An all-girls team from Fred Norman Secondary School in Ennerdale has emerged as one of the standout groups in City Power’s 2026 Energy Efficiency and Demand Side Management Schools Competition, after presenting an innovative project that explores how everyday movement can be turned into electricity.
The competition brought together learners from 12 public non-fee-paying high schools at City Power’s head office in Reuven, where they presented energy-saving and renewable energy projects over two days on 12 and 15 June.
The learners impressed adjudicators with a practical demonstration of piezoelectricity, a technology that converts pressure and movement into electrical energy. Their model reimagined Johannesburg’s busy Bree Street with piezoelectric materials embedded beneath the road surface, showing how passing vehicles could generate electricity to power lights and other systems.

City Power spokesperson, Isaac Mangena said the competition showed that young people were not only learning about energy efficiency, but were already thinking seriously about solutions to South Africa’s energy challenges: “The future of South Africa’s energy solutions lies firmly in the hands of Johannesburg’s youth.”
For Fred Norman Secondary School, the focus was on showing how a city’s existing movement could become part of the energy solution. The team’s model demonstrated how the pressure from vehicles compressing piezoelectric disks could generate electric charges and light up LED displays.
Mangena said the learners arrived “prepared and passionate”, with projects that demonstrated “not only technical ingenuity but also a deep understanding of Johannesburg’s energy landscape”.
The Fred Norman team’s idea stood out because it applied clean-energy thinking to everyday urban life. The learners suggested that piezoelectric technology could be used in busy areas such as roads, malls, schools and shopping centres.
Mangena said the competition had confirmed that Johannesburg’s classrooms were already producing ideas that could help address the country’s energy challenges.
“This year’s EEDSM Schools Competition has done more than identify promising projects; it has confirmed that Johannesburg’s classrooms are already generating the ideas and determination needed to overcome the country’s energy challenges,” he said.
The Fred Norman learners’ achievement adds to a growing wave of science excellence coming from Ennerdale schools. Earlier this year, Daleview Secondary School learner Nkateko Moyane was selected to represent South Africa at the IRIS Global Symposium in India for his environmental science project, ECOHARVEST, which explores using plants to remove heavy metals from contaminated soil and mining wastewater. Ennerdale Secondary School’s Naftal Khoza also flew the community’s flag high after winning a Silver medal at the Beijing Youth Science Creation Competition in China, proving that learners from Ennerdale are making their mark nationally and internationally in science and innovation.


## YOUR TASK
Look through the data below and show every line that includes "size".

## MATERIAL FOR THIS TASK
------------------------------------------------------------------------

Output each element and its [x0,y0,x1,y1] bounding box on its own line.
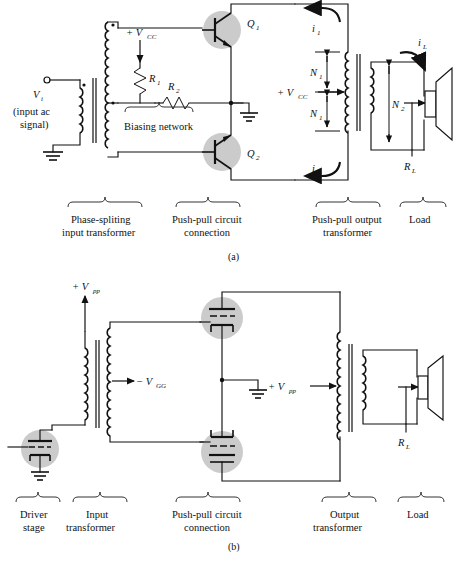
current-il: i L [400,37,427,70]
rl-sub-a: L [411,167,416,175]
speaker-body-b [418,376,428,399]
section-a-2-line2: transformer [323,227,372,238]
vcc-left-label: + V [126,27,144,38]
ground-driver [31,472,49,480]
vi-desc-2: signal) [20,119,49,131]
output-transformer-b: + V pp [268,292,417,481]
input-transformer-b: + V pp − V GG [72,281,210,442]
n1-top-dimension [315,52,340,92]
i1-label: i [312,23,315,34]
section-a-1-line1: Push-pull circuit [172,214,242,225]
biasing-network-label: Biasing network [124,121,194,132]
load-speaker-a: R L i L [400,37,452,175]
rl-sub-b: L [405,443,410,451]
output-secondary-winding [371,68,374,113]
brace-output-transformer: Output transformer [313,492,376,533]
brace-input-transformer: Input transformer [66,492,127,533]
vpp-right-sub: pp [288,387,297,395]
speaker-body [425,91,436,117]
section-b-0-line2: stage [23,522,45,533]
vpp-left-sub: pp [92,287,101,295]
section-b-1-line2: transformer [66,522,115,533]
section-b-2-line2: connection [184,522,231,533]
il-sub: L [422,43,427,51]
vi-desc-1: (input ac [13,106,50,118]
brace-driver-stage: Driver stage [16,492,60,533]
vcc-left-sub: CC [147,33,157,41]
push-pull-tube-top [200,292,340,380]
n1-bot-sub: 1 [319,114,323,122]
q2-label: Q [247,148,255,159]
vi-label: V [33,89,41,100]
b-output-secondary-winding [363,356,366,410]
speaker-cone [436,68,452,140]
resistor-r1 [134,62,146,103]
r2-sub: 2 [176,87,180,95]
current-i1: i 1 [305,8,340,37]
panel-b: + V pp − V GG [8,281,444,553]
section-a-2-line1: Push-pull output [312,214,382,225]
rl-label-b: R [397,437,405,448]
brace-push-pull-connection: Push-pull circuit connection [172,197,242,238]
section-b-2-line1: Push-pull circuit [172,509,242,520]
rl-label-a: R [403,161,411,172]
section-b-1-line1: Input [86,509,108,520]
brace-load-b: Load [398,492,444,520]
section-a-0-line2: input transformer [62,227,136,238]
push-pull-tube-bottom [200,380,340,481]
section-b-3-line2: transformer [313,522,362,533]
vi-sub: i [41,95,43,103]
ground-emitters [240,113,258,121]
il-label: i [418,37,421,48]
brace-pushpull-connection-b: Push-pull circuit connection [172,492,242,533]
r2-label: R [167,81,175,92]
driver-stage-tube [8,425,85,480]
vgg-sub: GG [156,382,166,390]
r1-sub: 1 [157,79,161,87]
vpp-left-label: + V [72,281,90,292]
vcc-right-label: + V [277,87,295,98]
current-i2: i 2 [305,162,340,177]
primary-winding [80,88,83,133]
panel-a-label: (a) [228,251,239,263]
polarity-dot-primary [82,83,85,86]
output-transformer-a: + V CC N 1 N 1 [277,4,424,180]
ground-input [43,152,63,160]
n2-label: N [391,99,400,110]
n1-bottom-label: N [309,108,318,119]
section-a-0-line1: Phase-spliting [71,214,131,225]
section-a-3-line1: Load [409,214,431,225]
vcc-right-sub: CC [298,93,308,101]
ground-pushpull-b [249,390,267,398]
b-primary-winding [85,348,88,420]
figure-push-pull-amplifier-circuits: V i (input ac signal) [0,0,470,561]
section-b-3-line1: Output [330,509,359,520]
section-a-1-line2: connection [184,227,231,238]
panel-a: V i (input ac signal) [13,4,452,263]
brace-push-pull-output: Push-pull output transformer [312,197,382,238]
section-b-0-line1: Driver [20,509,48,520]
section-braces-a: Phase-spliting input transformer Push-pu… [62,197,446,263]
section-b-4-line1: Load [407,509,429,520]
transistor-q2: Q 2 [202,103,295,180]
load-speaker-b: R L [397,350,443,451]
brace-load: Load [400,197,446,225]
i2-label: i [312,163,315,174]
vgg-label: − V [136,376,154,387]
input-terminal [44,77,50,83]
r1-label: R [148,73,156,84]
b-output-primary-winding [337,332,340,440]
n1-top-label: N [309,67,318,78]
panel-b-label: (b) [228,541,240,553]
q1-sub: 1 [256,24,260,32]
output-primary-winding [345,52,348,133]
q1-label: Q [247,18,255,29]
vpp-right-label: + V [268,381,286,392]
polarity-dot-secondary-top [111,23,114,26]
b-secondary-winding [107,328,110,436]
n1-top-sub: 1 [319,73,323,81]
i2-sub: 2 [317,169,321,177]
phase-splitting-transformer [80,22,202,157]
i1-sub: 1 [317,29,321,37]
input-source-group: V i (input ac signal) [13,77,80,160]
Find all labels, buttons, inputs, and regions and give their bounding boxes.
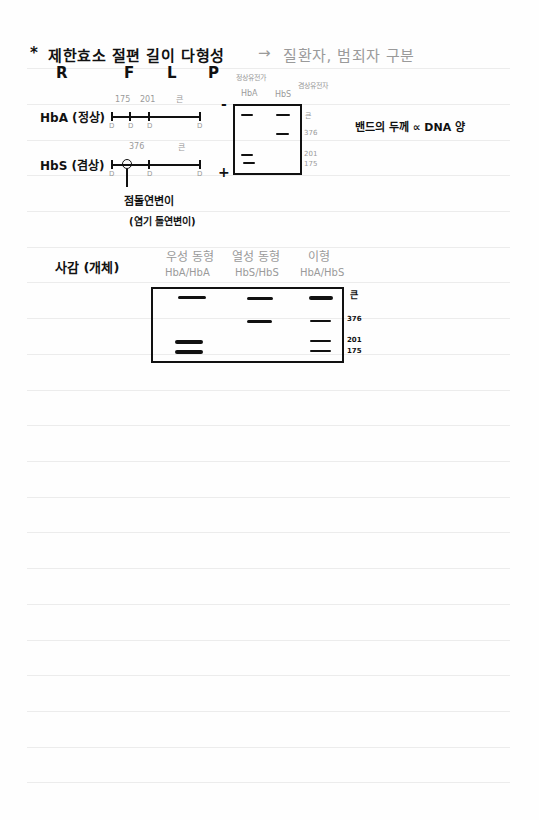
site-mark: D [128, 122, 133, 130]
segment-large: 큰 [178, 141, 185, 152]
rule-line [27, 675, 510, 676]
gel-band [310, 320, 331, 322]
site-mark: D [147, 122, 152, 130]
cut-site [148, 160, 150, 169]
acronym-f: F [124, 64, 134, 82]
gel-band [175, 350, 203, 354]
minus-sign: - [221, 96, 227, 112]
rule-line [27, 211, 510, 212]
rule-line [27, 532, 510, 533]
segment-201: 201 [140, 95, 155, 104]
rule-line [27, 640, 510, 641]
carrier-gene-label: 겸상유전자 [298, 80, 328, 90]
acronym-p: P [208, 64, 219, 82]
cut-site [111, 160, 113, 169]
star-bullet: * [30, 44, 38, 62]
size-label-376: 376 [304, 129, 317, 137]
gel-band [241, 154, 253, 156]
gel-band [243, 162, 255, 164]
segment-376: 376 [129, 142, 144, 151]
gel-band [175, 340, 203, 344]
site-mark: D [109, 170, 114, 178]
lane-hba-label: HbA [241, 89, 258, 98]
band-thickness-note: 밴드의 두께 ∝ DNA 양 [355, 118, 465, 134]
rule-line [27, 390, 510, 391]
gel-band [247, 320, 272, 323]
rule-line [27, 711, 510, 712]
segment-large: 큰 [176, 93, 183, 104]
cut-site [199, 160, 201, 169]
rule-line [27, 568, 510, 569]
lane3-genotype: HbA/HbS [300, 267, 344, 278]
site-mark: D [197, 122, 202, 130]
cut-site [148, 112, 150, 121]
rule-line [27, 425, 510, 426]
lane-hbs-label: HbS [275, 90, 291, 99]
lane2-type: 열성 동형 [232, 247, 280, 264]
rule-line [27, 68, 510, 69]
mutation-label: 점돌연변이 [124, 192, 174, 208]
size-label-376: 376 [347, 315, 362, 323]
rule-line [27, 497, 510, 498]
gel-band [276, 114, 290, 116]
lane1-genotype: HbA/HbA [165, 267, 210, 278]
acronym-l: L [167, 64, 177, 82]
plus-sign: + [218, 164, 230, 180]
acronym-r: R [56, 64, 68, 82]
dna-strand [111, 116, 201, 118]
rule-line [27, 461, 510, 462]
rule-line [27, 604, 510, 605]
rule-line [27, 282, 510, 283]
site-mark: D [147, 170, 152, 178]
gel-band [241, 114, 253, 116]
size-label-large: 큰 [350, 288, 358, 301]
mutation-sublabel: (염기 돌연변이) [129, 213, 196, 228]
gel-band [310, 350, 331, 352]
size-label-large: 큰 [305, 110, 311, 120]
gel-band [309, 296, 333, 300]
purpose-text: 질환자, 범죄자 구분 [283, 44, 415, 65]
arrow-icon: → [258, 44, 271, 62]
hbs-label: HbS (겸상) [40, 156, 104, 173]
normal-gene-label: 정상유전가 [236, 72, 266, 82]
section2-title: 사감 (개체) [55, 257, 119, 276]
lane2-genotype: HbS/HbS [235, 267, 279, 278]
site-mark: D [197, 170, 202, 178]
site-mark: D [109, 122, 114, 130]
size-label-201: 201 [347, 336, 362, 344]
lane1-type: 우성 동형 [166, 247, 214, 264]
cut-site [111, 112, 113, 121]
size-label-175: 175 [347, 347, 362, 355]
hba-label: HbA (정상) [40, 108, 105, 125]
gel-band [276, 133, 289, 135]
gel-band [310, 340, 331, 342]
rule-line [27, 175, 510, 176]
segment-175: 175 [115, 95, 130, 104]
cut-site [199, 112, 201, 121]
lane3-type: 이형 [308, 247, 330, 264]
page-title: 제한효소 절편 길이 다형성 [48, 44, 225, 65]
rule-line [27, 782, 510, 783]
gel-band [178, 296, 206, 299]
gel-band [247, 297, 273, 300]
cut-site [129, 112, 131, 121]
mutation-arrow-icon [126, 169, 128, 187]
mutation-circle-icon [122, 159, 132, 169]
rule-line [27, 747, 510, 748]
size-label-201: 201 [304, 150, 317, 158]
size-label-175: 175 [304, 160, 317, 168]
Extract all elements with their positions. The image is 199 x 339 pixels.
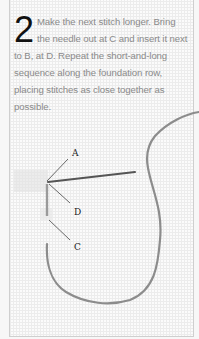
label-d: D [74,207,81,217]
label-c: C [74,242,81,252]
fabric-shading [14,170,48,192]
leader-line-c [49,220,70,240]
stitch-diagram: A D C [0,0,199,339]
leader-line-d [49,184,70,203]
leader-line-a [47,159,68,181]
thread-icon [47,112,199,303]
label-a: A [71,148,79,158]
needle-icon [48,172,135,182]
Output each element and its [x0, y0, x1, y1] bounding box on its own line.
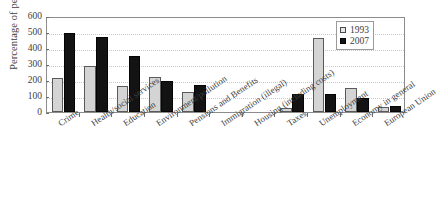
y-axis-tick-label: 100	[12, 92, 42, 102]
legend-item: 1993	[340, 24, 369, 35]
x-axis-tick-mark	[372, 113, 373, 117]
y-axis-tick-label: 500	[12, 28, 42, 38]
y-axis-tick-mark	[46, 17, 49, 18]
bar	[52, 78, 64, 112]
legend-item: 2007	[340, 35, 369, 46]
y-axis-tick-mark	[46, 65, 49, 66]
y-axis-tick-mark	[46, 33, 49, 34]
x-axis-tick-mark	[144, 113, 145, 117]
y-axis-tick-label: 400	[12, 44, 42, 54]
x-axis-tick-mark	[209, 113, 210, 117]
y-axis-tick-labels: 0100200300400500600	[10, 17, 42, 113]
x-axis-tick-mark	[340, 113, 341, 117]
y-axis-tick-mark	[46, 81, 49, 82]
y-axis-tick-label: 300	[12, 60, 42, 70]
y-axis-tick-label: 0	[12, 108, 42, 118]
y-axis-tick-label: 200	[12, 76, 42, 86]
x-axis-tick-mark	[242, 113, 243, 117]
y-axis-tick-mark	[46, 97, 49, 98]
x-axis-tick-mark	[79, 113, 80, 117]
bar	[96, 37, 108, 112]
x-axis-tick-mark	[111, 113, 112, 117]
x-axis-tick-mark	[177, 113, 178, 117]
light-square-swatch	[340, 27, 346, 33]
bar	[84, 66, 96, 112]
x-axis-tick-mark	[274, 113, 275, 117]
y-axis-tick-mark	[46, 49, 49, 50]
y-axis-tick-mark	[46, 113, 49, 114]
dark-square-swatch	[340, 38, 346, 44]
y-axis-tick-label: 600	[12, 12, 42, 22]
bar	[64, 33, 76, 112]
x-axis-tick-mark	[307, 113, 308, 117]
chart-legend: 1993 2007	[336, 21, 374, 50]
legend-label: 2007	[350, 36, 369, 46]
legend-label: 1993	[350, 25, 369, 35]
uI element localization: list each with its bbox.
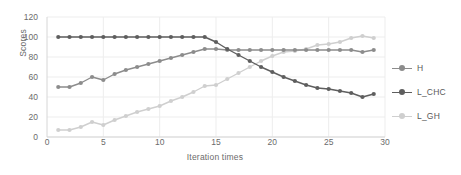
legend-item-l_gh[interactable]: L_GH bbox=[392, 104, 461, 128]
chart-legend: HL_CHCL_GH bbox=[392, 56, 461, 128]
legend-label: H bbox=[417, 63, 423, 73]
legend-item-h[interactable]: H bbox=[392, 56, 461, 80]
legend-label: L_CHC bbox=[417, 87, 446, 97]
legend-label: L_GH bbox=[417, 111, 440, 121]
legend-item-l_chc[interactable]: L_CHC bbox=[392, 80, 461, 104]
legend-marker-icon bbox=[392, 63, 412, 73]
legend-marker-icon bbox=[392, 111, 412, 121]
legend-marker-icon bbox=[392, 87, 412, 97]
chart-figure: Scores Iteration times 020406080100120 0… bbox=[0, 0, 461, 175]
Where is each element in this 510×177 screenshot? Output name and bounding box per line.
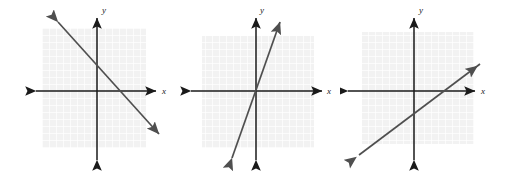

------------------------------------------------------------------------

## SOLUTION TO THIS PROBLEM
size-label-376: 376 [304, 129, 317, 137]
size-label-376: 376 [347, 315, 362, 323]
size-label-large: 큰 [350, 288, 358, 301]
size-label-large: 큰 [305, 110, 311, 120]
size-label-201: 201 [347, 336, 362, 344]
size-label-175: 175 [347, 347, 362, 355]
size-label-201: 201 [304, 150, 317, 158]
size-label-175: 175 [304, 160, 317, 168]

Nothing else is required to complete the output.